Droids can pull from Jira or Linear alongside the Analytics API to tell outcome stories about specific project delivery. Pull request throughput mapped to ticket completion. Token spend on a specific Linear project tied to story points completed, giving you a per-point cost of AI assistance.
A team doubled its PR merge rate in the same sprint it ramped up Droid usage. Droids can find patterns like this, package them, and generate the leadership narrative automatically.

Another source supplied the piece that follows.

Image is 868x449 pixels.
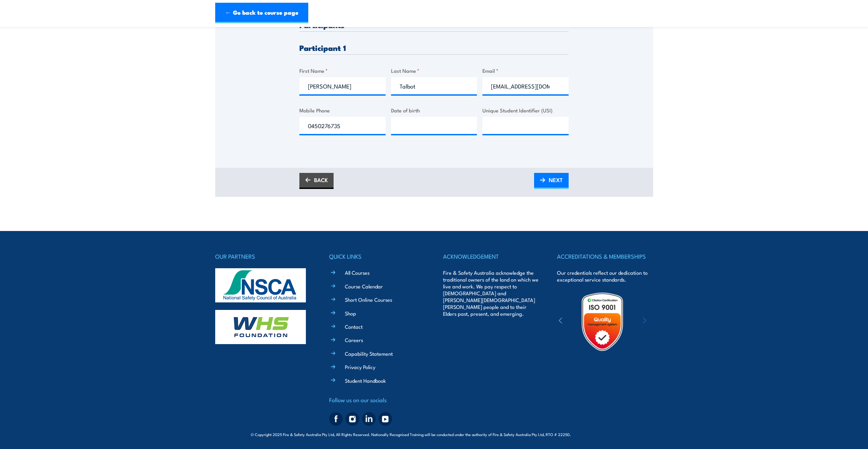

The API makes this straightforward. Each endpoint maps to a question:
/analytics/activity — is my org using Droid?/analytics/tokens — what are we spending?/analytics/productivity — what is being shipped?/analytics/tools — how is Droid being used?Droids call these endpoints, join the data with your project tracker, and write the report.
“Is my org using Droid?”
{
"dau": 156,
"wau": 295,
"mau": 418,
"stickiness": 0.37,
"sessions": 247,
"sessions_avg_duration_minutes": 18.5
}Factory Analytics is available today for Enterprise plan customers. API access, OTEL export, and AI-generated reports are included.
The hosted dashboard at app.factory.ai/analytics provides filtering, date range selection, and CSV export.
For organizations that prefer their existing observability tools, OTEL export sends all metrics to Datadog, Grafana, New Relic, Splunk, or any OTLP-compatible collector. If your engineering org already has a central observability platform, the data flows there.